Stored data:
━━━━
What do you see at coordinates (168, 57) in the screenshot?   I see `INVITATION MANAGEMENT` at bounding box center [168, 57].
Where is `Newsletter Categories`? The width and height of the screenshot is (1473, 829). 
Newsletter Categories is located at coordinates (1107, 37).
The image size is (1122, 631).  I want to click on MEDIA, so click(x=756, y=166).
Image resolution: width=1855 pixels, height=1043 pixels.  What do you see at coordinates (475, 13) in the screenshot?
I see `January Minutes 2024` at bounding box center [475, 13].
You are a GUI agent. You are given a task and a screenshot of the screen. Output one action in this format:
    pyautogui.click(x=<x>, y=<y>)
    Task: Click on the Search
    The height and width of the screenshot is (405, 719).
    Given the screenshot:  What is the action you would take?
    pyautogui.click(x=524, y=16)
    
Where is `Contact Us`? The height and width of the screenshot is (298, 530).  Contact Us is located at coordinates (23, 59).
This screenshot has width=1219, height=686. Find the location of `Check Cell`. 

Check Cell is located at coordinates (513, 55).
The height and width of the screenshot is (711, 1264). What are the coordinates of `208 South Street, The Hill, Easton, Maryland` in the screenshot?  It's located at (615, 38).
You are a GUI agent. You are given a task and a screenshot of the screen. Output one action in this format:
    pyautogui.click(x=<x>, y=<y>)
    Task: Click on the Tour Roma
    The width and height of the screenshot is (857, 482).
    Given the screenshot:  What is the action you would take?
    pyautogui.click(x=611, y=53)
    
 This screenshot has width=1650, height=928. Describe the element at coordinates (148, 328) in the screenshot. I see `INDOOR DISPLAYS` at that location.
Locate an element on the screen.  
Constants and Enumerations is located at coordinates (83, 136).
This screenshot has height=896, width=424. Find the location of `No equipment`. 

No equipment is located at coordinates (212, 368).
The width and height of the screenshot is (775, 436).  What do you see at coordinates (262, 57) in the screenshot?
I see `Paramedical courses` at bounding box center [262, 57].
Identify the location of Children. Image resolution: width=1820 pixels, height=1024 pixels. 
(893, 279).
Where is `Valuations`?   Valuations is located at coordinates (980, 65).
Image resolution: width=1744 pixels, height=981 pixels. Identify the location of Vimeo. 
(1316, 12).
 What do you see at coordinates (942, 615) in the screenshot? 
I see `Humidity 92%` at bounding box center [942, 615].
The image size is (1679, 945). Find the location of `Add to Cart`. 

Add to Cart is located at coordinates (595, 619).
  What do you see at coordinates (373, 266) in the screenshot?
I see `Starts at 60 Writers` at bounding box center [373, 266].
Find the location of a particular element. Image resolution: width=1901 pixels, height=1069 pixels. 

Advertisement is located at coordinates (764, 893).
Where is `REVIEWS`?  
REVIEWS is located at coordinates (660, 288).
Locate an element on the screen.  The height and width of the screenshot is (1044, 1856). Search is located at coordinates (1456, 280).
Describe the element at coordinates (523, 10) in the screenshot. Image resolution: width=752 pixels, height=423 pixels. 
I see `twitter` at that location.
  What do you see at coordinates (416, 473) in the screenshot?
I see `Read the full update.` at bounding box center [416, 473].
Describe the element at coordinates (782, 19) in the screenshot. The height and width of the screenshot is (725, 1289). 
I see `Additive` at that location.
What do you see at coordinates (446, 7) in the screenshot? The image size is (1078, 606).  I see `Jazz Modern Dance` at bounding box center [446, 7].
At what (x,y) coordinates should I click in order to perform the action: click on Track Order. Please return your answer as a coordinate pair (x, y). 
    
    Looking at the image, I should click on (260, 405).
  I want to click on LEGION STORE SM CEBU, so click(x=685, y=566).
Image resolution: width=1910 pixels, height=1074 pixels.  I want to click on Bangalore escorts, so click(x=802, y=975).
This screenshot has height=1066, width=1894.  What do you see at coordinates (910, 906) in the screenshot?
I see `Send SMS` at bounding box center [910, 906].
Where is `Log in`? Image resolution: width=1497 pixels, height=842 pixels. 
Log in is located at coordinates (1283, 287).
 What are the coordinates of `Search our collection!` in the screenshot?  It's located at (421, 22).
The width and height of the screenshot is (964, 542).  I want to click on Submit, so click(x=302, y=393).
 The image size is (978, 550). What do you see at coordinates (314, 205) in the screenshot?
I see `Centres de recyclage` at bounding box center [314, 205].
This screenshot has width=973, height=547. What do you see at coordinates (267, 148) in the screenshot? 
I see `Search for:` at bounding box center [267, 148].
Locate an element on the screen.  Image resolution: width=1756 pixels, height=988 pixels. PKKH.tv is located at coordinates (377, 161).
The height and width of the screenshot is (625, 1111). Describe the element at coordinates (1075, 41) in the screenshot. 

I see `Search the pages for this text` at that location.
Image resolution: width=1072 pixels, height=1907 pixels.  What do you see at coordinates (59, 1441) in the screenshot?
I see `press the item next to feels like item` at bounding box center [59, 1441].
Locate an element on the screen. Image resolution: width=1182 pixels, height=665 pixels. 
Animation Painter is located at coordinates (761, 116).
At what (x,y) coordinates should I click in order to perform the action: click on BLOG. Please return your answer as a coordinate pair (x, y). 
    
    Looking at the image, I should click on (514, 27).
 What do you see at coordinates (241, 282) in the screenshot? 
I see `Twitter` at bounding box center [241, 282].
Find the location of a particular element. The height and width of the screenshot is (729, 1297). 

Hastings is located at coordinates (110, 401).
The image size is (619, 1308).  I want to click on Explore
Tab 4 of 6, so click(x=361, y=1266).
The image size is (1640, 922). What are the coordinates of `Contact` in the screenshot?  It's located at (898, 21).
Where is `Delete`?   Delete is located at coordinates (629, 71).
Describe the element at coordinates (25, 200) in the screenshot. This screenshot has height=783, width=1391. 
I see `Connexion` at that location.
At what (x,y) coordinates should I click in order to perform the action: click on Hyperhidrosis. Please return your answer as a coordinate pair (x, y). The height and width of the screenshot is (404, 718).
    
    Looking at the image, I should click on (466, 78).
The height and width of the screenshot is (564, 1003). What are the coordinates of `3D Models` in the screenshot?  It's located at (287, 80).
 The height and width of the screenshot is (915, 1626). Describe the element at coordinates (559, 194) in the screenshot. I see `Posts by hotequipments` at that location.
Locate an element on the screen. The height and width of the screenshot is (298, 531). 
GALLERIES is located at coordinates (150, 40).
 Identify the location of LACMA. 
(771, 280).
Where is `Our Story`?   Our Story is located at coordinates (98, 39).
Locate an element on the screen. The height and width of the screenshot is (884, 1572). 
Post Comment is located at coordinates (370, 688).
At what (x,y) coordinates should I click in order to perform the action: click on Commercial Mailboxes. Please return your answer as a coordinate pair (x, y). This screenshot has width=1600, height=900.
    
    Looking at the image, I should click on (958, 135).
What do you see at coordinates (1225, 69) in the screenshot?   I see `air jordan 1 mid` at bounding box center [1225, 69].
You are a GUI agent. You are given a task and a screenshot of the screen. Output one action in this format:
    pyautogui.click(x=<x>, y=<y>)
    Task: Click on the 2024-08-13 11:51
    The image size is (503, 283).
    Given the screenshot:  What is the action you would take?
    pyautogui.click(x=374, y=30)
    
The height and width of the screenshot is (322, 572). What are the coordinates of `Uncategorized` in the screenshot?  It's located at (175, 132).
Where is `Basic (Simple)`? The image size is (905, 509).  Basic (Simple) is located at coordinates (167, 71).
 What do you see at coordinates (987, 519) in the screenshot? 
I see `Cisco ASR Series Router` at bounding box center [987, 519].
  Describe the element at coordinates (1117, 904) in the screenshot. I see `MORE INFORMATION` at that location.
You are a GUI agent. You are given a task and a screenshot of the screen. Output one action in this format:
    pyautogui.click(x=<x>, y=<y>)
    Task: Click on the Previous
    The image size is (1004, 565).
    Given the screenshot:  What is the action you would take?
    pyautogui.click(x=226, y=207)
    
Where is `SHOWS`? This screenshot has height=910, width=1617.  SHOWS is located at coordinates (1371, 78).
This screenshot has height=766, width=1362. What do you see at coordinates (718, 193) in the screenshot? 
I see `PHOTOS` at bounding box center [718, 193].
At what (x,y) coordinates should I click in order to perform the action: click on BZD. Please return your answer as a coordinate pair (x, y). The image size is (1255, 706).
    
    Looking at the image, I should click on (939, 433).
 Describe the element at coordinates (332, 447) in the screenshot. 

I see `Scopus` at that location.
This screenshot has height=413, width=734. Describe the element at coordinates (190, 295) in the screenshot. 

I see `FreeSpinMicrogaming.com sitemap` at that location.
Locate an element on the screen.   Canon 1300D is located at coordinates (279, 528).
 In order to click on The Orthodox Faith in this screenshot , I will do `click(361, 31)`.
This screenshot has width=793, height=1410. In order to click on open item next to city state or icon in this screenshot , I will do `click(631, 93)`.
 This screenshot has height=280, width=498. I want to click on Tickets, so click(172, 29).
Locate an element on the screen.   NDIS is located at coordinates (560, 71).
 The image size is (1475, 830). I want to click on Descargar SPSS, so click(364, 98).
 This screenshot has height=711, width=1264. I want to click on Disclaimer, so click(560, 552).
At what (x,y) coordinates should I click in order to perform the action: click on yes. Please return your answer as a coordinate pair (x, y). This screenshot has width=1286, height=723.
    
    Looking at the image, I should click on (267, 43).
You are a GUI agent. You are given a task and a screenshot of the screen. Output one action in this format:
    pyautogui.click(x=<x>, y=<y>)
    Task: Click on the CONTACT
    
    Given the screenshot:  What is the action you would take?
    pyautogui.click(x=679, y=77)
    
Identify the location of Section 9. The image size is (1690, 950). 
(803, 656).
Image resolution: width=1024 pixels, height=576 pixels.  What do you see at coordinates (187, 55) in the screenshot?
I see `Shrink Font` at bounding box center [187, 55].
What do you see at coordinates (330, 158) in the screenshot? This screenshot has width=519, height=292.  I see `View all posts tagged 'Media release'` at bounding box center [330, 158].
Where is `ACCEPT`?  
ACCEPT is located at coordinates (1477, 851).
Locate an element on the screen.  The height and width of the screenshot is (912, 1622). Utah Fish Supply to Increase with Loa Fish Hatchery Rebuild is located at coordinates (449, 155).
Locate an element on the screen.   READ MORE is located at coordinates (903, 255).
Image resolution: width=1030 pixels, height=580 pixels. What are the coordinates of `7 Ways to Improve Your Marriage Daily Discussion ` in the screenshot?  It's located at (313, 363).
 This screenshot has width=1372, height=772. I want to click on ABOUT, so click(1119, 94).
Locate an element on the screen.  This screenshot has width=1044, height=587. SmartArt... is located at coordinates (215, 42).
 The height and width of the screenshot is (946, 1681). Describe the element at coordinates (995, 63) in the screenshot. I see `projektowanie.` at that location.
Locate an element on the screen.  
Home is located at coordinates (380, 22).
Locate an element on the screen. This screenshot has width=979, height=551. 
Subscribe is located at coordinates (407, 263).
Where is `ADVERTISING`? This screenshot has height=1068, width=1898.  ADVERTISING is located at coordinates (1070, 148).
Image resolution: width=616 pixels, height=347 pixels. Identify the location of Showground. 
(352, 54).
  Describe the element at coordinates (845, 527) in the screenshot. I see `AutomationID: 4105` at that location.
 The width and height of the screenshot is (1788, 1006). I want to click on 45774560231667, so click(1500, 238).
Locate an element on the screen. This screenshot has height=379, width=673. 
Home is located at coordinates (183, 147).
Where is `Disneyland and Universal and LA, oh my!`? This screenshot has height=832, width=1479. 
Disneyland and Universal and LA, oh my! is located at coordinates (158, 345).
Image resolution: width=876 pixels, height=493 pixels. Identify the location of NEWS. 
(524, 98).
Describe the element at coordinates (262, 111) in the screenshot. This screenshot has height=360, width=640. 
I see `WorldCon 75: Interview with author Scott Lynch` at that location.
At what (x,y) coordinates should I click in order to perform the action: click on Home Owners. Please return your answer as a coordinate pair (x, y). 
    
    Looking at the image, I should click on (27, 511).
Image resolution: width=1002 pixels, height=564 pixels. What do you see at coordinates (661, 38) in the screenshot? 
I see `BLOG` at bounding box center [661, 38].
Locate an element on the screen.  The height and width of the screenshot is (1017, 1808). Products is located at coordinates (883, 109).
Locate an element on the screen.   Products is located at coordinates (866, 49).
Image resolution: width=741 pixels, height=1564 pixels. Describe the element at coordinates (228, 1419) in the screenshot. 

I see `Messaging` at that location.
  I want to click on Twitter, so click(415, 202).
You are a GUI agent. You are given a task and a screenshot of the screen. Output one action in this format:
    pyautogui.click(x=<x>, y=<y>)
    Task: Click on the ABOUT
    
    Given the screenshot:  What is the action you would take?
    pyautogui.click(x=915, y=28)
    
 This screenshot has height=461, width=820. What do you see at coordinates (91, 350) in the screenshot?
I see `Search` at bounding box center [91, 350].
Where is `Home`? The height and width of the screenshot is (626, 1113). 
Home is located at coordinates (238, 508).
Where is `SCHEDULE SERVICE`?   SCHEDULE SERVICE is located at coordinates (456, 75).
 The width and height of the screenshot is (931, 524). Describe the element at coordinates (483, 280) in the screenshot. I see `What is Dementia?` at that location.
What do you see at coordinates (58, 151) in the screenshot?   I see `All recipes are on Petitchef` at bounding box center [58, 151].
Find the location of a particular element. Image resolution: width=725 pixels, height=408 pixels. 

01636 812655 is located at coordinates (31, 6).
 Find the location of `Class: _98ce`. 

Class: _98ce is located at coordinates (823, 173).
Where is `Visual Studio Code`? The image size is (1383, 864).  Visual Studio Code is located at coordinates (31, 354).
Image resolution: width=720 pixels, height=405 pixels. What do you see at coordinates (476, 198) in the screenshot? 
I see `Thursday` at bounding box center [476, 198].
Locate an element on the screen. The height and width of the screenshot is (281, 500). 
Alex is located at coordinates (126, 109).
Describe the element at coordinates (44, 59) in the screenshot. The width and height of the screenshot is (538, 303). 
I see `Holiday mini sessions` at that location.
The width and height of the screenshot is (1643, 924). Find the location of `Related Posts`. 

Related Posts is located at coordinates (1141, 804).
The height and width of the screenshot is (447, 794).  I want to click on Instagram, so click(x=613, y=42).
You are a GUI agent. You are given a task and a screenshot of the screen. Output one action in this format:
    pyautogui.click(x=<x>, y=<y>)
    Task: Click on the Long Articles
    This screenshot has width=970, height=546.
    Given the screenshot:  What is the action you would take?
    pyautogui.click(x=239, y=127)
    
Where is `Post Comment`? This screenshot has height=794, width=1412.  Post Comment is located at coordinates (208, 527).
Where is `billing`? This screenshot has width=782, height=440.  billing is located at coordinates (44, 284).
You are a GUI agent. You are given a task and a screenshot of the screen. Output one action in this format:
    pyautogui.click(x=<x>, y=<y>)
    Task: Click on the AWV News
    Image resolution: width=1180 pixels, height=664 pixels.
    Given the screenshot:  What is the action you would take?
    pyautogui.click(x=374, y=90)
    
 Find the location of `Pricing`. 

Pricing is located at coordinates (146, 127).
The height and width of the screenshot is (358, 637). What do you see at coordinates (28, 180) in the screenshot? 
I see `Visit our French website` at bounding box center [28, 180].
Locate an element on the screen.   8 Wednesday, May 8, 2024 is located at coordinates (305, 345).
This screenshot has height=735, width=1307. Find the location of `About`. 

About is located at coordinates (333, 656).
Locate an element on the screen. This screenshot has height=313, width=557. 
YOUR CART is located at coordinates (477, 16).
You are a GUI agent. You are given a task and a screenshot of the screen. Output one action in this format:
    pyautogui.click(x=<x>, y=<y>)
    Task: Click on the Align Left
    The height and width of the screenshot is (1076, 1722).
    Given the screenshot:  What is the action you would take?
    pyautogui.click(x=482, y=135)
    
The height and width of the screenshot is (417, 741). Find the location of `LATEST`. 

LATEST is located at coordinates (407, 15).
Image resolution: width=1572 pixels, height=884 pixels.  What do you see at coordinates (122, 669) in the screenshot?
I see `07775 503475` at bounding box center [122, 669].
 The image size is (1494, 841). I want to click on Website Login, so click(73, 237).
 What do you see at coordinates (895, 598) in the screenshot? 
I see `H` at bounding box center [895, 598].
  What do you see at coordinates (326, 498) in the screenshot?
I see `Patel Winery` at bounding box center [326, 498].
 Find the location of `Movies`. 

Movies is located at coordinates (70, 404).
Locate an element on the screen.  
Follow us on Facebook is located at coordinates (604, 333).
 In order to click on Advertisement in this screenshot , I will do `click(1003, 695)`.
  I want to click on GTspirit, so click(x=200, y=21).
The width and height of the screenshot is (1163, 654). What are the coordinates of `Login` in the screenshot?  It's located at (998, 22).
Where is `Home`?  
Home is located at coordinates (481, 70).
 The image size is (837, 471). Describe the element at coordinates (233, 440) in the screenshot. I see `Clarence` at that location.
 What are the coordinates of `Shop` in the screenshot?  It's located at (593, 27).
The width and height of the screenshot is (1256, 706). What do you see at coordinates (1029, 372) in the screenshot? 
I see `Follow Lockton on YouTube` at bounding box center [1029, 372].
━━━━
Exercise directions: Show a copy of each line from the records above in which the string "Products" occurs.

Task result:
Locate an element on the screen.  The height and width of the screenshot is (1017, 1808). Products is located at coordinates (883, 109).
Locate an element on the screen.   Products is located at coordinates (866, 49).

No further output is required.